We had only a few minutes to get a feel of what the City of En was all about. Actually, we would get another perspective and a very different one, the next day. But here, in the night, we looked down upon the predictable metropolitan sprawl, the quadrille of colored lights receding in all directions, the honk of horns and the smells of lunch and diesel rising up to our senses ("I dine on coal and air," Rimbaud wrote around 1871, describing the industrial city as he inhaled its air and its views and exhaled his poetry).

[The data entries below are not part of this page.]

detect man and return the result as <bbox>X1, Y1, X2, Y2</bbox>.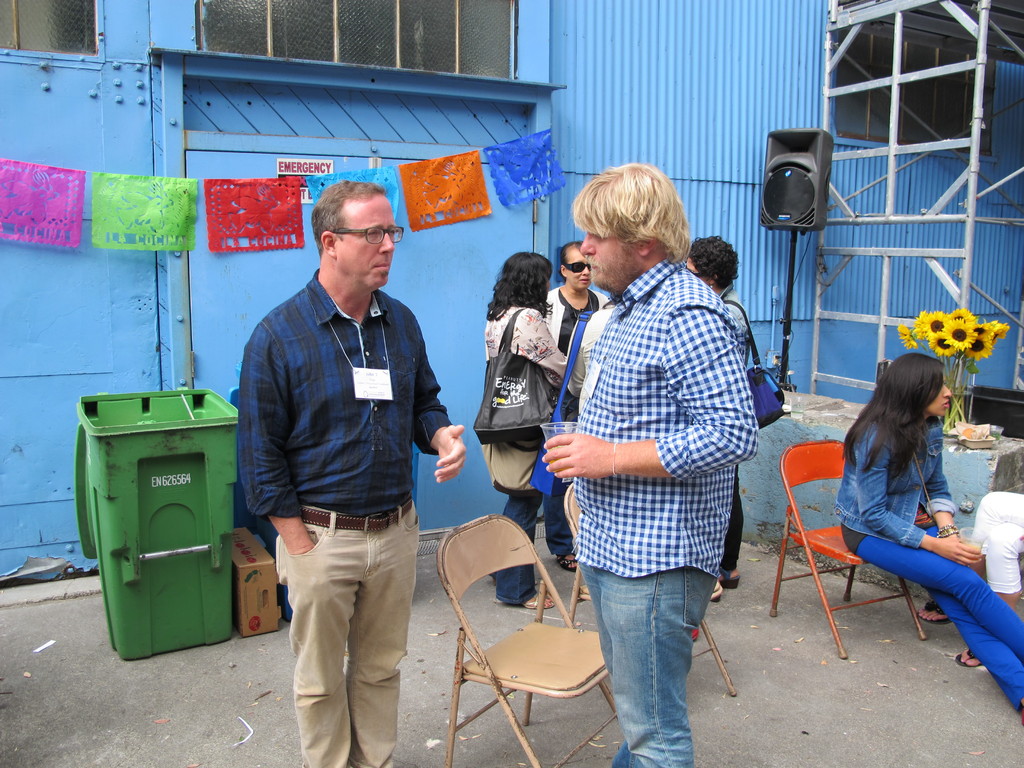
<bbox>543, 162, 756, 767</bbox>.
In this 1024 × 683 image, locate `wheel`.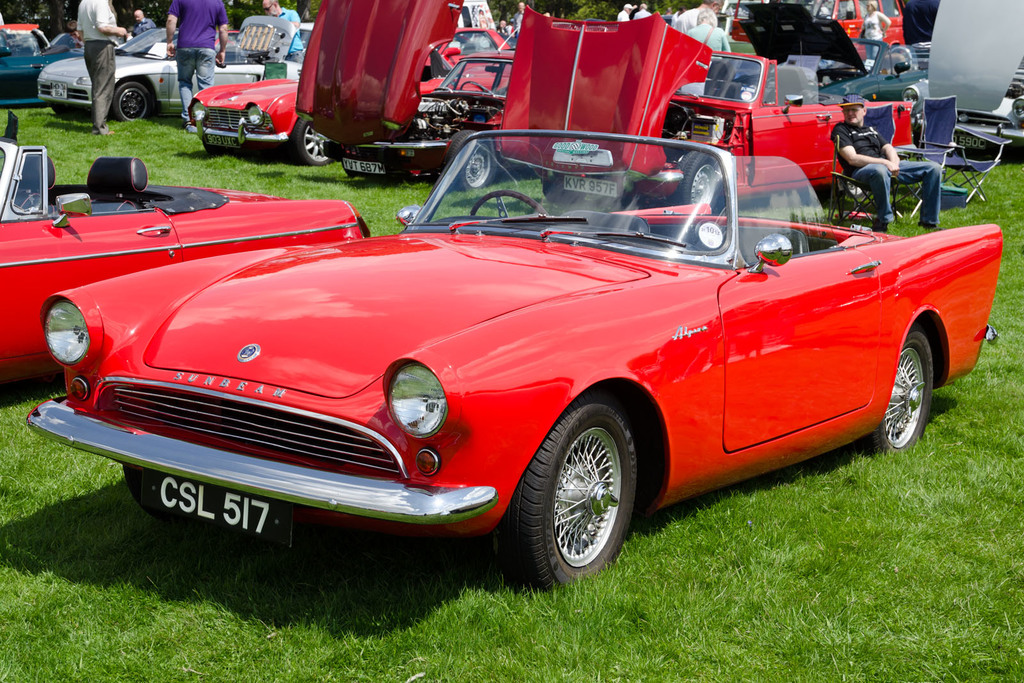
Bounding box: rect(470, 190, 550, 218).
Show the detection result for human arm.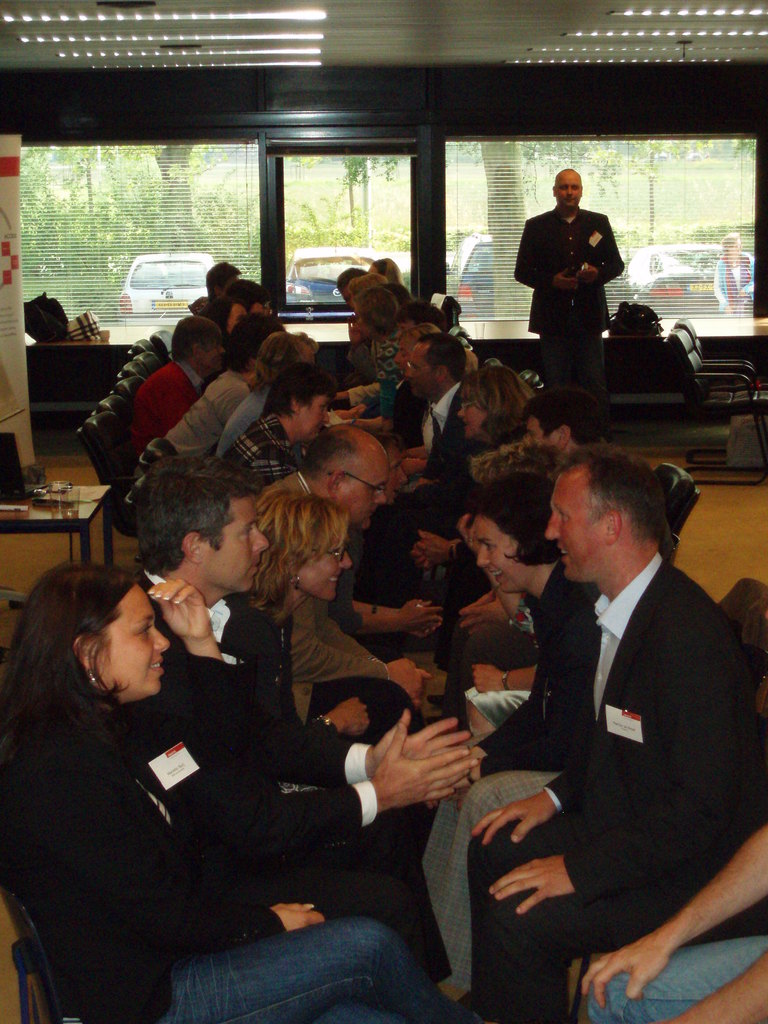
<box>186,720,492,865</box>.
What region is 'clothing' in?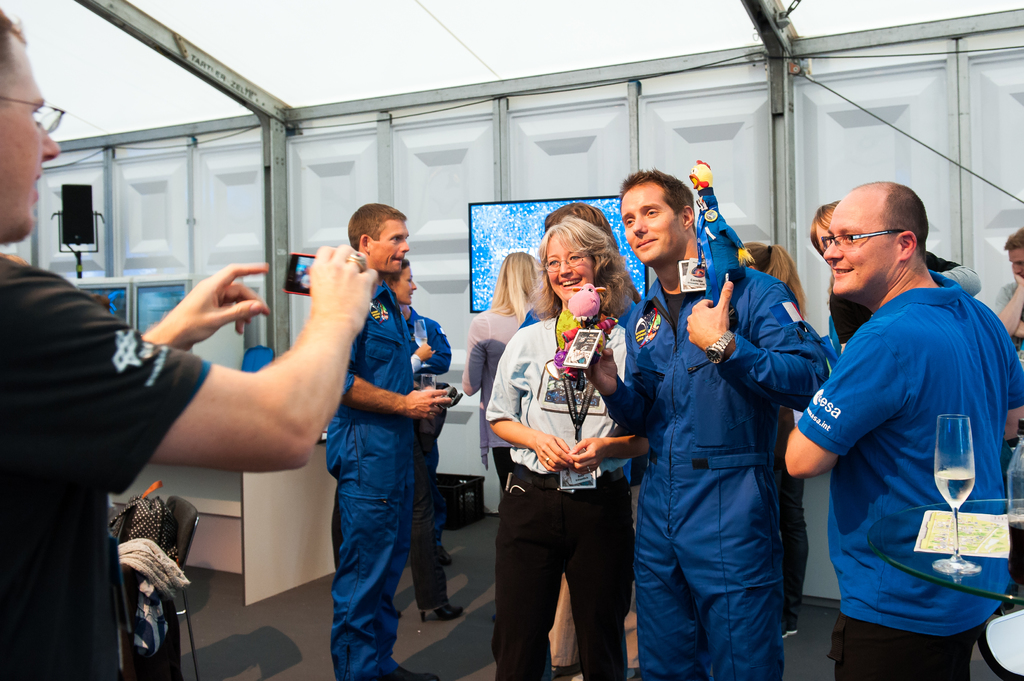
[x1=773, y1=401, x2=812, y2=624].
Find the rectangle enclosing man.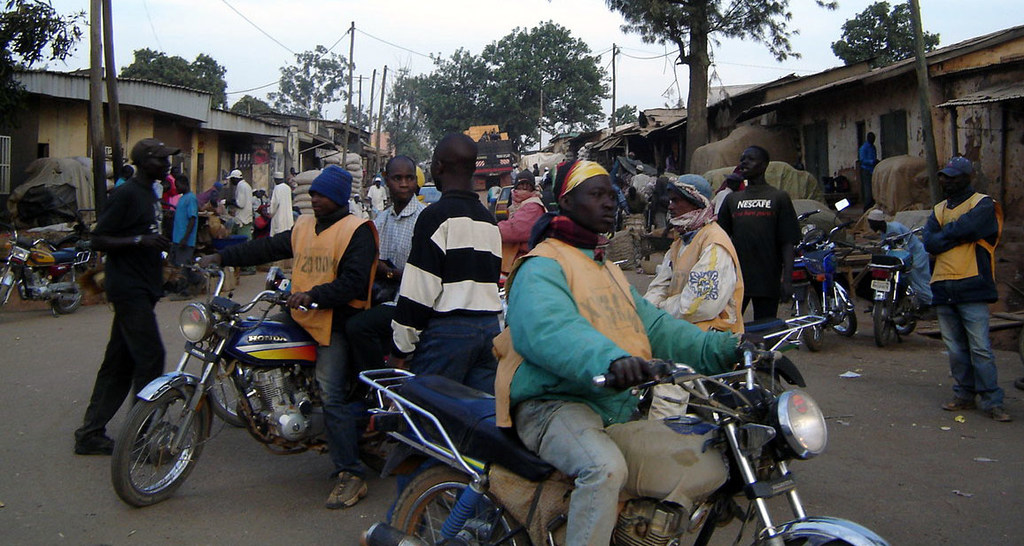
x1=922, y1=155, x2=1010, y2=424.
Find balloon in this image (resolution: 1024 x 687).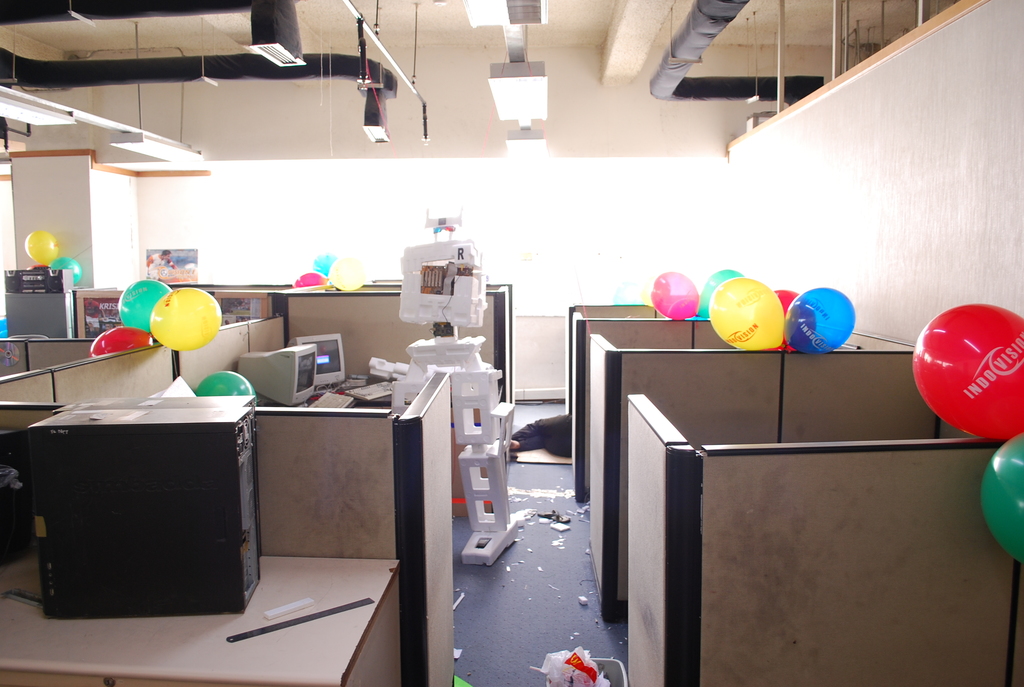
[left=26, top=260, right=48, bottom=274].
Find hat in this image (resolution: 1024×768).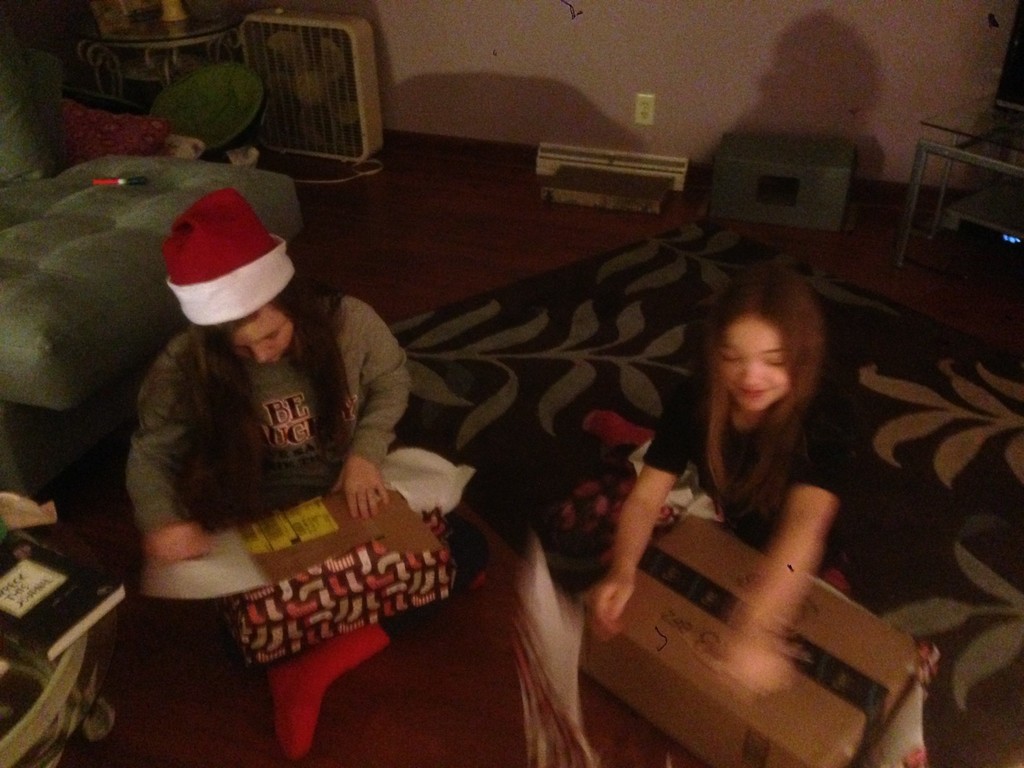
[147, 194, 308, 332].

After the first glimpse, looking up I saw a mirror image looking down on the endless quadrille of droplets of colored light. Through that apparition filling the sky I saw the moon, a moon, moons, glowing amid the constellations. I saw air cars streaking overhead in arrow-like lines, leaving contrails of neon in all its hues.
But more yet, looking down I saw there were no streets, just criss-cross canyons filled with vehicles pouring like molten gold, like fast-rolling droplets of mercury. This city had no bottom and no top.
"It goes on forever in all directions," I cried out.
Edgardo looked philosophical in his own rapture. "Yes, it seems that way. At least, I've lived here all my life, and I have never reached bottom in any direction. You can travel any distance you want, and you will find all of history slowly happening like the slow march of circus elephants passing through town."